Reputation: 69
I am in search for few cpu applications which can be ported to gpgpu for better efficiency. Else where can gpgpu be used other than image processing area ? This is actually for my graduate project.
Upvotes: 0
Views: 1260
Reputation: 321
Easiest way to figure out what kinds of applications are well-suited for GPGPU is to look at the speedups other groups have achieved. Here are a couple of links with that information:
Looks like military/aerospace, life science, energy, finance, manufacturing, media, and a few other smaller industries have examples of strong speedups.
Upvotes: 0
Reputation: 36082
The specialized processing architectures of GPU compute engines are useful for just about any data crunching problem where you have:
It helps if the computation can be performed independently on all data elements at the same time, but this is not strictly required.
Image processing happens to be one example of that scenario - a finite (but large) number of pixels to process, and many image algorithms can be executed on each pixel in parallel.
Other examples include: generalized signal analysis, such as processing audio signals. Image processing is just a specialized form of signal analysis. Pattern recognition, where much of the challenge is to separate the signal from the noise. Voice recognition, anyone? 3 dimensional surface matching, such as figuring out the shapes of organic compounds based on the flex angles of their chemical bonds, or figuring out if two organic compounds are likely to interact in interesting ways (eg, bioreceptors). Physical modelling of all kinds (collision simulations, seismic analysis, etc). And of course, cryptography, where you can always spend more compute time going over the same data again and again.
GPU compute engines are not well suited for problems where the volume of data significantly dwarfs the computations to be performed. GPUs work well on stuff in memory. Moving data into or out of GPU memory is often the most expensive step of an entire computation, so you want to make sure you have enough computation going on to "make up" for the cost of loading the data into memory. If the data is too big to fit into memory you have to adopt distributed computing tactics.
For example, calculating a primary key index of a petabyte database probably isn't a great fit for a GPU since most of the effort will probably be spent just getting the data off the hard disk into memory. The index computation itself is fairly trivial, which doesn't make for a very interesting GPU win, and while I'm sure the data could be carved up into chunks and the chunks indexed independently by a boatload of GPU cores, variability in the data will likely prevent the GPU from operating at its full capacity. (GPU code works best when all "oarsmen" (processor cores / threads) are pulling in the same direction - uniform execution on separate data) While database indexing might see some benefit by using a GPU approach, it certainly won't be as big of a performance improvement over CPU baseline as something better suited to the GPU execution model constraints - like signal processing.
Upvotes: 2
Reputation: 33592
Brute force crypto attacks? MD5 has been done by Whitepixel and SHA-256 has been done by all the Bitcoin miners. On the other hand, I am not aware of any GPU implementations of bcrypt()
or scrypt()
, but an academic working in the area is probably a better person to ask.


▶ **EXERCISE REQUIREMENTS**:
From the first line to the last, copy the data exactly.

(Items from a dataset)
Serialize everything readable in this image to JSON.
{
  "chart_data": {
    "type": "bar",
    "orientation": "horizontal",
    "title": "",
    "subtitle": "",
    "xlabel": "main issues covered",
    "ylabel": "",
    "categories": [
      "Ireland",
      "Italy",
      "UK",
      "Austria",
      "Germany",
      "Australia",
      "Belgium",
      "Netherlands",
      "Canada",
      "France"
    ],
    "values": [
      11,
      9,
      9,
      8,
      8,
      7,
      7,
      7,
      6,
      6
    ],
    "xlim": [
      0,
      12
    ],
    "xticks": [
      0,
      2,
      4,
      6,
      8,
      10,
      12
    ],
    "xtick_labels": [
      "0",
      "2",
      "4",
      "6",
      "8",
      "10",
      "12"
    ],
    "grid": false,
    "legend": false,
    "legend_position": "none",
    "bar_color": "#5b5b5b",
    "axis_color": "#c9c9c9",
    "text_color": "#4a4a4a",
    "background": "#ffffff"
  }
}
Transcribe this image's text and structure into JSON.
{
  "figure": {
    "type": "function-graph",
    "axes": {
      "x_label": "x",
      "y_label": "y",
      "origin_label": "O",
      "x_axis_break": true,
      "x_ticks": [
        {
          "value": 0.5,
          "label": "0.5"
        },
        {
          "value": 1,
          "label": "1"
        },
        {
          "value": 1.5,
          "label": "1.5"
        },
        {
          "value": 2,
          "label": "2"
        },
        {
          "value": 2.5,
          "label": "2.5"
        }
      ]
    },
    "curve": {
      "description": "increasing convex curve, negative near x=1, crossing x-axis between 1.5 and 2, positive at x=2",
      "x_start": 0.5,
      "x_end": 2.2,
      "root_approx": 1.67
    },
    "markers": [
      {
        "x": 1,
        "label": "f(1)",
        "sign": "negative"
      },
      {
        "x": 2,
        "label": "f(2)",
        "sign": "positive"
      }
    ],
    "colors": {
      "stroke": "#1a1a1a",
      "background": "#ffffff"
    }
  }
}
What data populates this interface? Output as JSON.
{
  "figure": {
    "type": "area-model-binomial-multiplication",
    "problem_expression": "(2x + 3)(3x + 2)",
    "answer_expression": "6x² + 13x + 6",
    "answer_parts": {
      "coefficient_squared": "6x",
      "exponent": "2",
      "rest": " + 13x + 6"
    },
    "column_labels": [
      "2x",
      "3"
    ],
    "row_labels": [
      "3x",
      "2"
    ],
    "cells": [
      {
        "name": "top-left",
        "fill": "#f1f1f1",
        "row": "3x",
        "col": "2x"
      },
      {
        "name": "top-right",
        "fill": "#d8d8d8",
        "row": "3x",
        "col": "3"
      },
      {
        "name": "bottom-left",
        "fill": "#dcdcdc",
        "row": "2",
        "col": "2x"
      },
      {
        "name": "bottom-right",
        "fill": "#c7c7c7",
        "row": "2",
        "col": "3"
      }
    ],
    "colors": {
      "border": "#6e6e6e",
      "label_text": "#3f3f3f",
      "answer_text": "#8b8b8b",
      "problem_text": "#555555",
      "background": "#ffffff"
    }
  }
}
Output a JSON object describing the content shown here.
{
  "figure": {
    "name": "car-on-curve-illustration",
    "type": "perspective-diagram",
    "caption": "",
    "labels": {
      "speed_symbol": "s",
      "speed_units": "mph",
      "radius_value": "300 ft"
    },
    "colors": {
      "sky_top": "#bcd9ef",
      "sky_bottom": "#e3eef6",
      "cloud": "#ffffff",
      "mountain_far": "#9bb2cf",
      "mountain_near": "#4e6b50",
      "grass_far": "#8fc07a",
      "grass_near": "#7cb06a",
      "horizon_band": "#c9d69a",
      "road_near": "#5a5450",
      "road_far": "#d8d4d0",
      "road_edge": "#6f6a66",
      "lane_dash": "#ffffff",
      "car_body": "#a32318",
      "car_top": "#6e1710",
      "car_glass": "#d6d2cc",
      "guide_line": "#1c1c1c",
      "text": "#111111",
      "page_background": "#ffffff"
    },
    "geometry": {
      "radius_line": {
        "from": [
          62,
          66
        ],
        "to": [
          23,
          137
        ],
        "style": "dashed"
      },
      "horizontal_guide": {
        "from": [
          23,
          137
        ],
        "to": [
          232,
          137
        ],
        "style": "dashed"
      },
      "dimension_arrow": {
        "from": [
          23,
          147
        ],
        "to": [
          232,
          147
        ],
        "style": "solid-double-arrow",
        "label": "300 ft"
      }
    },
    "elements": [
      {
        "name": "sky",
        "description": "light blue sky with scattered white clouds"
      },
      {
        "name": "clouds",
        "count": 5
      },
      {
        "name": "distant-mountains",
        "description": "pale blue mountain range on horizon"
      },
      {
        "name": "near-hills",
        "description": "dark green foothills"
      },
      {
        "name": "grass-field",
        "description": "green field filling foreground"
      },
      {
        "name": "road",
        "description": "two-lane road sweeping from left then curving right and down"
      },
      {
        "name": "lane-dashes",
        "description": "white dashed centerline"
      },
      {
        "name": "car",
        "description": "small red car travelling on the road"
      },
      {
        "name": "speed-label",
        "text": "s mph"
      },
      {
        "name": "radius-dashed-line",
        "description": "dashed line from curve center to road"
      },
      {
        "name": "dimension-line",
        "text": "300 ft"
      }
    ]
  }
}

▶ **EXPECTED ANSWER**:
Serialize everything readable in this image to JSON.
{
  "chart_data": {
    "type": "bar",
    "orientation": "horizontal",
    "title": "",
    "subtitle": "",
    "xlabel": "main issues covered",
    "ylabel": "",
    "categories": [
      "Ireland",
      "Italy",
      "UK",
      "Austria",
      "Germany",
      "Australia",
      "Belgium",
      "Netherlands",
      "Canada",
      "France"
    ],
    "values": [
      11,
      9,
      9,
      8,
      8,
      7,
      7,
      7,
      6,
      6
    ],
    "xlim": [
      0,
      12
    ],
    "xticks": [
      0,
      2,
      4,
      6,
      8,
      10,
      12
    ],
    "xtick_labels": [
      "0",
      "2",
      "4",
      "6",
      "8",
      "10",
      "12"
    ],
    "grid": false,
    "legend": false,
    "legend_position": "none",
    "bar_color": "#5b5b5b",
    "axis_color": "#c9c9c9",
    "text_color": "#4a4a4a",
    "background": "#ffffff"
  }
}
Transcribe this image's text and structure into JSON.
{
  "figure": {
    "type": "function-graph",
    "axes": {
      "x_label": "x",
      "y_label": "y",
      "origin_label": "O",
      "x_axis_break": true,
      "x_ticks": [
        {
          "value": 0.5,
          "label": "0.5"
        },
        {
          "value": 1,
          "label": "1"
        },
        {
          "value": 1.5,
          "label": "1.5"
        },
        {
          "value": 2,
          "label": "2"
        },
        {
          "value": 2.5,
          "label": "2.5"
        }
      ]
    },
    "curve": {
      "description": "increasing convex curve, negative near x=1, crossing x-axis between 1.5 and 2, positive at x=2",
      "x_start": 0.5,
      "x_end": 2.2,
      "root_approx": 1.67
    },
    "markers": [
      {
        "x": 1,
        "label": "f(1)",
        "sign": "negative"
      },
      {
        "x": 2,
        "label": "f(2)",
        "sign": "positive"
      }
    ],
    "colors": {
      "stroke": "#1a1a1a",
      "background": "#ffffff"
    }
  }
}
What data populates this interface? Output as JSON.
{
  "figure": {
    "type": "area-model-binomial-multiplication",
    "problem_expression": "(2x + 3)(3x + 2)",
    "answer_expression": "6x² + 13x + 6",
    "answer_parts": {
      "coefficient_squared": "6x",
      "exponent": "2",
      "rest": " + 13x + 6"
    },
    "column_labels": [
      "2x",
      "3"
    ],
    "row_labels": [
      "3x",
      "2"
    ],
    "cells": [
      {
        "name": "top-left",
        "fill": "#f1f1f1",
        "row": "3x",
        "col": "2x"
      },
      {
        "name": "top-right",
        "fill": "#d8d8d8",
        "row": "3x",
        "col": "3"
      },
      {
        "name": "bottom-left",
        "fill": "#dcdcdc",
        "row": "2",
        "col": "2x"
      },
      {
        "name": "bottom-right",
        "fill": "#c7c7c7",
        "row": "2",
        "col": "3"
      }
    ],
    "colors": {
      "border": "#6e6e6e",
      "label_text": "#3f3f3f",
      "answer_text": "#8b8b8b",
      "problem_text": "#555555",
      "background": "#ffffff"
    }
  }
}
Output a JSON object describing the content shown here.
{
  "figure": {
    "name": "car-on-curve-illustration",
    "type": "perspective-diagram",
    "caption": "",
    "labels": {
      "speed_symbol": "s",
      "speed_units": "mph",
      "radius_value": "300 ft"
    },
    "colors": {
      "sky_top": "#bcd9ef",
      "sky_bottom": "#e3eef6",
      "cloud": "#ffffff",
      "mountain_far": "#9bb2cf",
      "mountain_near": "#4e6b50",
      "grass_far": "#8fc07a",
      "grass_near": "#7cb06a",
      "horizon_band": "#c9d69a",
      "road_near": "#5a5450",
      "road_far": "#d8d4d0",
      "road_edge": "#6f6a66",
      "lane_dash": "#ffffff",
      "car_body": "#a32318",
      "car_top": "#6e1710",
      "car_glass": "#d6d2cc",
      "guide_line": "#1c1c1c",
      "text": "#111111",
      "page_background": "#ffffff"
    },
    "geometry": {
      "radius_line": {
        "from": [
          62,
          66
        ],
        "to": [
          23,
          137
        ],
        "style": "dashed"
      },
      "horizontal_guide": {
        "from": [
          23,
          137
        ],
        "to": [
          232,
          137
        ],
        "style": "dashed"
      },
      "dimension_arrow": {
        "from": [
          23,
          147
        ],
        "to": [
          232,
          147
        ],
        "style": "solid-double-arrow",
        "label": "300 ft"
      }
    },
    "elements": [
      {
        "name": "sky",
        "description": "light blue sky with scattered white clouds"
      },
      {
        "name": "clouds",
        "count": 5
      },
      {
        "name": "distant-mountains",
        "description": "pale blue mountain range on horizon"
      },
      {
        "name": "near-hills",
        "description": "dark green foothills"
      },
      {
        "name": "grass-field",
        "description": "green field filling foreground"
      },
      {
        "name": "road",
        "description": "two-lane road sweeping from left then curving right and down"
      },
      {
        "name": "lane-dashes",
        "description": "white dashed centerline"
      },
      {
        "name": "car",
        "description": "small red car travelling on the road"
      },
      {
        "name": "speed-label",
        "text": "s mph"
      },
      {
        "name": "radius-dashed-line",
        "description": "dashed line from curve center to road"
      },
      {
        "name": "dimension-line",
        "text": "300 ft"
      }
    ]
  }
}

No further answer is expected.